Villar quits FIFA in another graft case
THE corruption crisis in world soccer has removed another top FIFA official.
Jailed in Spain on suspicion of financial wrongdoing as head of the Spanish football federation, Angel Maria Villar has resigned his top positions at FIFA and European governing body UEFA.
FIFA confirmed yesterday that Villar resigned as its senior vice president. That followed UEFA’s announcement he had left its executive committee after 25 years. He was suspended as Spanish federation president on Tuesday amid a criminal investigation into allegations of corruption.
Villar exits international soccer in disgrace after rising to the No. 2 elected position at FIFA, as the senior ranking of eight vice presidents behind President Gianni Infantino.
Despite Infantino’s claim last year of the crisis ending for scandal-hit FIFA, two colleagues on the ruling Council have quit within three months under a cloud of suspicion. “FIFA is back on track. So I can officially inform you here, the crisis is over,” Infantino told FIFA member federations in May 2016 in Mexico City at his first congress since replacing Sepp Blatter.
However, Villar follows Sheikh Ahmad al-Fahad al-Sabah, who resigned in April. The Kuwait royal left FIFA three days after he was identified in a federal court case in Brooklyn as the source of bribes paid to Asian soccer officials. He denies wrongdoing.
Villar left the week after he was arrested in his native Spain, one of four football officials detained on charges of improper management, misappropriation of funds, corruption and falsifying documents.
Villar’s influence had weakened since American and Swiss federal investigations of FIFA-linked corruption were revealed in 2015. Once seen as a potential UEFA presidential candidate, he could not gather support to launch a bid for the European soccer leadership one year ago.
Still, the arrest of a one-time international player turned lawyer, and former chairman of FIFA’s legal and referee committees, is another blow to the battered image of international soccer bodies. Villar was arrested in Madrid along with his son Gorka Villar, also a lawyer and former director general of South American soccer body CONMEBOL, and two other senior Spanish federation officials.
Spain’s government suspended the 67-year-old Villar from the national federation presidency for one year on Tuesday and an interim replacement was appointed on Wednesday.
In a statement yesterday, UEFA said Villar had offered his resignation a day earlier “as vice president of UEFA and member of the UEFA Executive Committee with immediate effect”.
Villar was elected to the executive panel in 1992, and was UEFA’s top official for nearly a year in 2015-16 while then-president Michael Platini was suspended from duty by FIFA.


__The problem__:
Transcribe the records in full, keeping every word exactly as given.

Stored records
_ _ _ _ _

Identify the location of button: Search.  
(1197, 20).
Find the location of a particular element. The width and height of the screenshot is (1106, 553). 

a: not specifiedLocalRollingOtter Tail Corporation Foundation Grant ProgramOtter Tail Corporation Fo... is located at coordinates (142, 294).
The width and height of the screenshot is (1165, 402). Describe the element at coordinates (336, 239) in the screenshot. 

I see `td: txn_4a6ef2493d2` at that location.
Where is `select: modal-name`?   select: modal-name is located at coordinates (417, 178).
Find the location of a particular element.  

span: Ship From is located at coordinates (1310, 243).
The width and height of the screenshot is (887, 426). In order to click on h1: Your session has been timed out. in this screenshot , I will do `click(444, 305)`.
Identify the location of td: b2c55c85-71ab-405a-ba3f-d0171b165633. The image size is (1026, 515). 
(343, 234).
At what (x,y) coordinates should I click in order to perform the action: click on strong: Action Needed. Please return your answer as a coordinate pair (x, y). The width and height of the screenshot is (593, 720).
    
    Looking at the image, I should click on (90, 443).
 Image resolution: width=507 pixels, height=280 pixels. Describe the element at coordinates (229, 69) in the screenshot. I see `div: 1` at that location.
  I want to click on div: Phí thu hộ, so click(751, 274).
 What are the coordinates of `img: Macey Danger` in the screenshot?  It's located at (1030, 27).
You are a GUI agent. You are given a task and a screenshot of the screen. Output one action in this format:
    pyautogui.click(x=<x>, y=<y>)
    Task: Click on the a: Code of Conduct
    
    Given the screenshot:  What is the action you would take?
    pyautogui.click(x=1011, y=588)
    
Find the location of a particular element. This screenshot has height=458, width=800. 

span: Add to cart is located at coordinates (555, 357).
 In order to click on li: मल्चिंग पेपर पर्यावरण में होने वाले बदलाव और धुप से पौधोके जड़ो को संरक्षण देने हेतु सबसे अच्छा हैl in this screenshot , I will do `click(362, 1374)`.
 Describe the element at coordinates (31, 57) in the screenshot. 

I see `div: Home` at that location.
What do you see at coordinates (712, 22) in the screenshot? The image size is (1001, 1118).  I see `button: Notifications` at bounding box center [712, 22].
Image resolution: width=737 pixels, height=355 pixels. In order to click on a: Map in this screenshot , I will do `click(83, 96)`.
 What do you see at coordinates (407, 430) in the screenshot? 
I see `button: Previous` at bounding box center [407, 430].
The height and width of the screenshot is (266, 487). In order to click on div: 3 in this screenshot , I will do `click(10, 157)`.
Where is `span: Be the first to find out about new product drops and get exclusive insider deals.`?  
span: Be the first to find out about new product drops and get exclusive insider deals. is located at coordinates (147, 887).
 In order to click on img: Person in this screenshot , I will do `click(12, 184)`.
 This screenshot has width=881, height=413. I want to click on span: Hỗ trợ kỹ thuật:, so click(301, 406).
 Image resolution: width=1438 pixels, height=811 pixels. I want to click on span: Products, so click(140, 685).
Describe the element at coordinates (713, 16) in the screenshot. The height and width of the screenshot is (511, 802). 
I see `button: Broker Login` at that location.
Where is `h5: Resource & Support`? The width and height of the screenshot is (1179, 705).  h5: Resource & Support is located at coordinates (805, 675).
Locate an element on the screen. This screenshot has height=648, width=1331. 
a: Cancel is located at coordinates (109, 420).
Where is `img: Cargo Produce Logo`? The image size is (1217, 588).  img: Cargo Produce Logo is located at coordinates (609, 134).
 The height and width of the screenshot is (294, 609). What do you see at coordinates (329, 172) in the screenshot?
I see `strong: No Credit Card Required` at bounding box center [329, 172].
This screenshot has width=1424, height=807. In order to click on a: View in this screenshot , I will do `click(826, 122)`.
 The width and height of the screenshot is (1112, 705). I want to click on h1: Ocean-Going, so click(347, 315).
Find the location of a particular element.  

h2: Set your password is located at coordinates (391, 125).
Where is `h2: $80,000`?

_ _ _ _ _

__Expected answer__:
Identify the location of button: Search.  
(1197, 20).
Find the location of a particular element. The width and height of the screenshot is (1106, 553). 

a: not specifiedLocalRollingOtter Tail Corporation Foundation Grant ProgramOtter Tail Corporation Fo... is located at coordinates (142, 294).
The width and height of the screenshot is (1165, 402). Describe the element at coordinates (336, 239) in the screenshot. 

I see `td: txn_4a6ef2493d2` at that location.
Where is `select: modal-name`?   select: modal-name is located at coordinates (417, 178).
Find the location of a particular element.  

span: Ship From is located at coordinates (1310, 243).
The width and height of the screenshot is (887, 426). In order to click on h1: Your session has been timed out. in this screenshot , I will do `click(444, 305)`.
Identify the location of td: b2c55c85-71ab-405a-ba3f-d0171b165633. The image size is (1026, 515). 
(343, 234).
At what (x,y) coordinates should I click in order to perform the action: click on strong: Action Needed. Please return your answer as a coordinate pair (x, y). The width and height of the screenshot is (593, 720).
    
    Looking at the image, I should click on (90, 443).
 Image resolution: width=507 pixels, height=280 pixels. Describe the element at coordinates (229, 69) in the screenshot. I see `div: 1` at that location.
  I want to click on div: Phí thu hộ, so click(751, 274).
 What are the coordinates of `img: Macey Danger` in the screenshot?  It's located at (1030, 27).
You are a GUI agent. You are given a task and a screenshot of the screen. Output one action in this format:
    pyautogui.click(x=<x>, y=<y>)
    Task: Click on the a: Code of Conduct
    
    Given the screenshot:  What is the action you would take?
    pyautogui.click(x=1011, y=588)
    
Find the location of a particular element. This screenshot has height=458, width=800. 

span: Add to cart is located at coordinates (555, 357).
 In order to click on li: मल्चिंग पेपर पर्यावरण में होने वाले बदलाव और धुप से पौधोके जड़ो को संरक्षण देने हेतु सबसे अच्छा हैl in this screenshot , I will do `click(362, 1374)`.
 Describe the element at coordinates (31, 57) in the screenshot. 

I see `div: Home` at that location.
What do you see at coordinates (712, 22) in the screenshot? The image size is (1001, 1118).  I see `button: Notifications` at bounding box center [712, 22].
Image resolution: width=737 pixels, height=355 pixels. In order to click on a: Map in this screenshot , I will do `click(83, 96)`.
 What do you see at coordinates (407, 430) in the screenshot? 
I see `button: Previous` at bounding box center [407, 430].
The height and width of the screenshot is (266, 487). In order to click on div: 3 in this screenshot , I will do `click(10, 157)`.
Where is `span: Be the first to find out about new product drops and get exclusive insider deals.`?  
span: Be the first to find out about new product drops and get exclusive insider deals. is located at coordinates (147, 887).
 In order to click on img: Person in this screenshot , I will do `click(12, 184)`.
 This screenshot has width=881, height=413. I want to click on span: Hỗ trợ kỹ thuật:, so click(301, 406).
 Image resolution: width=1438 pixels, height=811 pixels. I want to click on span: Products, so click(140, 685).
Describe the element at coordinates (713, 16) in the screenshot. The height and width of the screenshot is (511, 802). 
I see `button: Broker Login` at that location.
Where is `h5: Resource & Support`? The width and height of the screenshot is (1179, 705).  h5: Resource & Support is located at coordinates (805, 675).
Locate an element on the screen. This screenshot has height=648, width=1331. 
a: Cancel is located at coordinates (109, 420).
Where is `img: Cargo Produce Logo`? The image size is (1217, 588).  img: Cargo Produce Logo is located at coordinates (609, 134).
 The height and width of the screenshot is (294, 609). What do you see at coordinates (329, 172) in the screenshot?
I see `strong: No Credit Card Required` at bounding box center [329, 172].
This screenshot has width=1424, height=807. In order to click on a: View in this screenshot , I will do `click(826, 122)`.
 The width and height of the screenshot is (1112, 705). I want to click on h1: Ocean-Going, so click(347, 315).
Find the location of a particular element.  

h2: Set your password is located at coordinates (391, 125).
Where is `h2: $80,000`?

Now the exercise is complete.